VA data sheds new light on health employees with coronavirus

The Veterans Health Administration is tracking 1,293 coronavirus cases among its employees since March, according to the department's public data. The departmen...

Updates to the Department of Veterans Affairs’ public-facing coronavirus case tracker shed some new light on the number of agency health professionals who have contracted the virus since March.

As of Monday, VA is tracking a total of 1,293 coronavirus cases among VHA employees, according to its recently updated national COVID-19 summary tool.

Of VA’s 1,293 employee cases, a total of 351 of them are active, while 942 are considered “convalescent,” which the department defines as cases where 14 days have passed since the patient’s last positive test or cases where the patient has been discharged from a VA hospital, whichever comes first.

As of April 23, the department had been tracking 1,895 cases among VHA employees, a difference of at least 600 cases between the April figure and today’s totals.

The department acknowledged the difference in reporting.

“The new site only counts employees who were tested at VA,” Christina Noel, a department spokeswoman, said in an email to Federal News Network. “We found that the previous employee case numbers, which were based on employee self-reports, were likely being duplicated in some cases, which was skewing the numbers high and delaying reporting.”

“We’re currently developing a system that will verify employee self-reports to ensure greater accuracy,” she added.

28 VHA employees have died from complications due to the coronavirus, including six at VA’s facility in East Orange, New Jersey, and three each in Indianapolis and Reno, Nevada, according to the department’s latest figures.

VA has been tracking 11,051 cases among veterans, VHA employees, veteran employees and civilian patients who have been tested or treated at department facilities on a cumulative basis since March.

According to its recently updated national COVID-19 summary tool, VA facilities are currently treating some 2,167 veterans across the country. Another 6,262 veterans have entered the convalescent phase, according to the department.

At least 868 veterans have died due to complications from coronavirus, a total that includes veterans who passed away at VA inpatient facilities and cases that have been reported to the department.

VA, meanwhile, has announced a rough plan for how it will begin to resume regular operations at its medical facilities, benefits offices and cemeteries.

Reopening will occur in three phases. Similar to the Trump administration’s guidance to agencies for reopening federal offices, the department will first defer to local health and safety conditions on the ground before determining which facilities can move through each phase, VA Secretary Robert Wilkie said last week.

Once local conditions are met, VA medical facilities may move into phase one of the department’s reopening plan. They may, according to VA, resume some face-to-face appointments and consider conducting elective surgeries that had been postponed during the height of the pandemic.

Under phase two, more elective surgeries and in-person appointments will resume, and by phase three, most VHA employees will return to the office and visitors may be allowed back into hospitals nursing homes and other clinics.

The American Federation of Government Employees, which represents tens of thousands of medical professionals at the VA, has mixed thoughts on VA’s reopening plans.

“They’re going to have to strategically plan for reopening and not just make it a grand reopening for the purposes of revenue,” Yvonne Evans, an AFGE representative and nurse at the VA medical center in Detroit, told reporters last week. “We want our patients to be seen, but we want our patients to be seen safely. Considering we’re in a surgery clinic it is absolutely imperative that this process is implemented correctly. These patients could end up with complications that we definitely did not plan for.”

Evans hasn’t been at work for several weeks because she had tested positive for coronavirus back in March. She said there’s no requirement at her facility that she be tested again for the virus before returning to work, but she doesn’t plan to return until her test comes back negative.

Barbara Galle, a registered nurse and president of AFGE local 3669 in Minneapolis, cautioned VA against bringing elective surgeries back too quickly. The department doesn’t rely on those surgeries for revenue like private sector hospitals do, she said.

Some VA facilities in her region are better prepared than others to resume normal operations, she said. Her facility, however, is still low on cleaning supplies and personal protective equipment.

“Not having enough masks is unprecedented,” Galle said. “Nurses don’t practice wearing one mask for an entire shift. No nurse will tell you that’s a safe practice. You go in one patient room, you take off that mask before you enter another patient’s room.”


**WORK INSTRUCTIONS**
Only the lines of the data below from the one with "This screenshot has height=414, width=866." through the one with "What do you see at coordinates (96, 96)" are wanted. Repeat them exactly.

**AVAILABLE DATA**
※ ※ ※
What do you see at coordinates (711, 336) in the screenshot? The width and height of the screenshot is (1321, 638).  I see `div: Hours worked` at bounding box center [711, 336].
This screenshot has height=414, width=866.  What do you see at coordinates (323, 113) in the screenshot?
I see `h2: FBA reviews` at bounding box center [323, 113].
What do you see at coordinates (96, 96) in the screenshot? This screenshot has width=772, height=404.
※ ※ ※
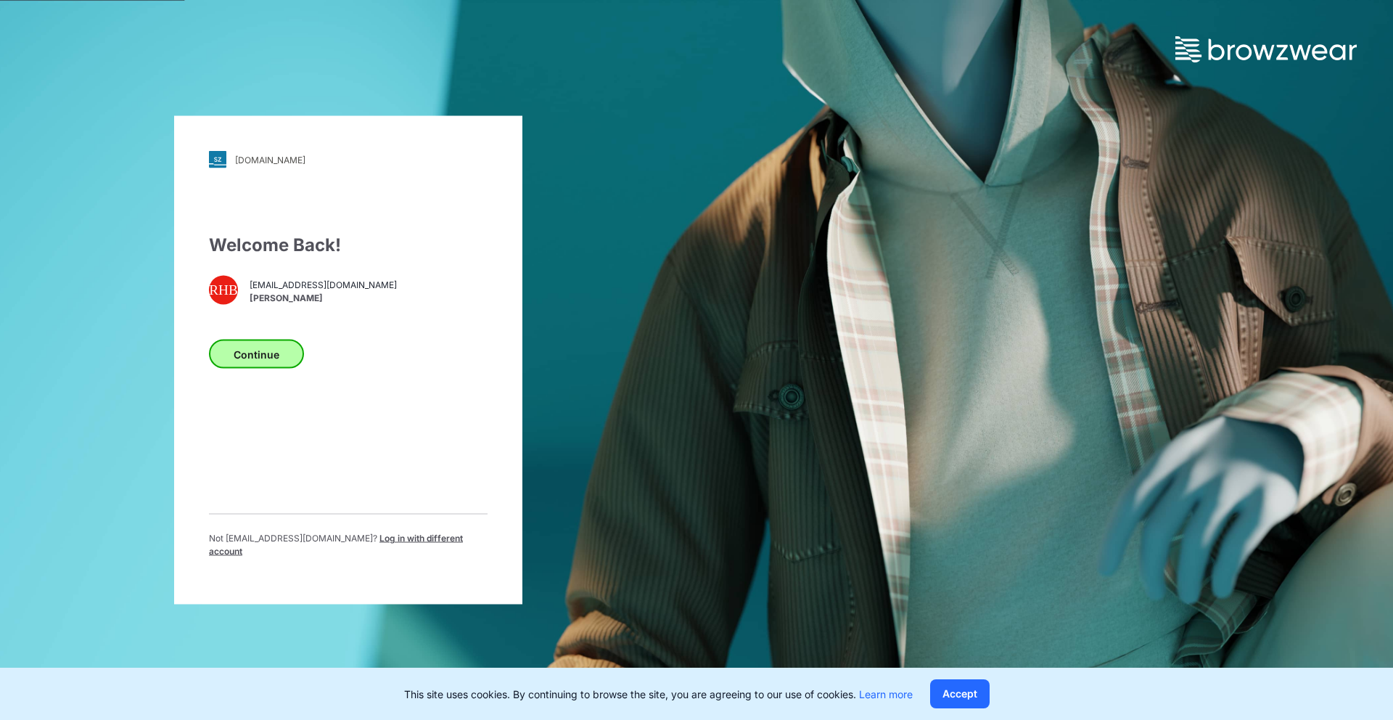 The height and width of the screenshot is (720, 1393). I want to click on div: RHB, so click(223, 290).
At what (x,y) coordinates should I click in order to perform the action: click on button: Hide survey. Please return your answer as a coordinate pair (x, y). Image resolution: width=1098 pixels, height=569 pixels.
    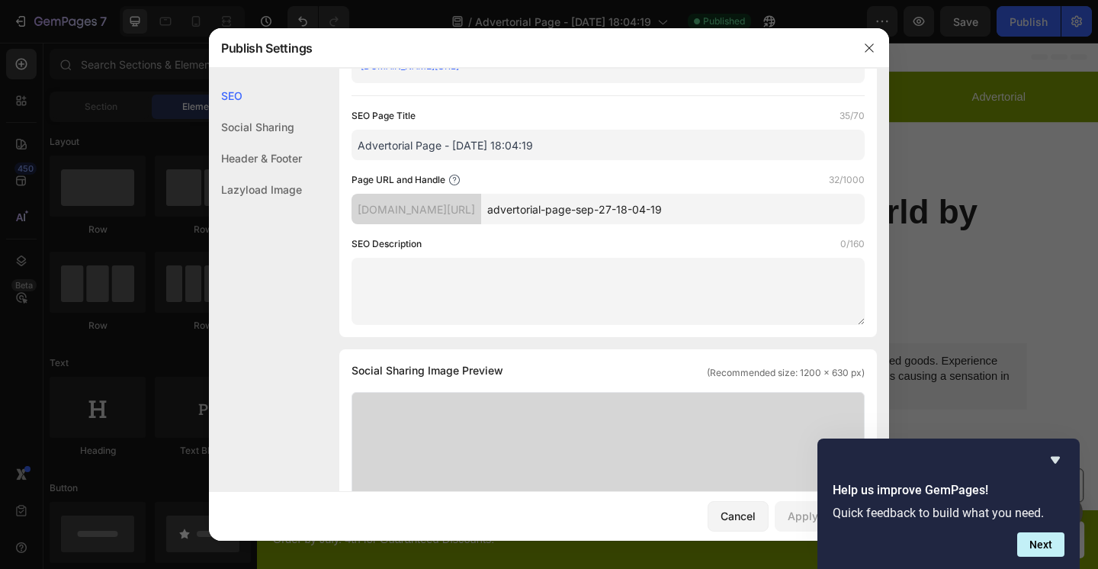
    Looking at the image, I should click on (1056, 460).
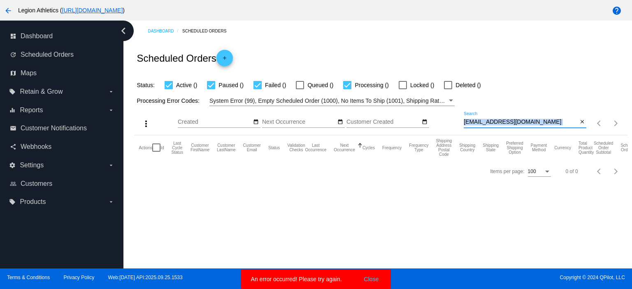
※ ※ ※
**ANSWER BOX**
This screenshot has height=414, width=866.  What do you see at coordinates (323, 113) in the screenshot?
I see `h2: FBA reviews` at bounding box center [323, 113].
What do you see at coordinates (96, 96) in the screenshot? This screenshot has width=772, height=404.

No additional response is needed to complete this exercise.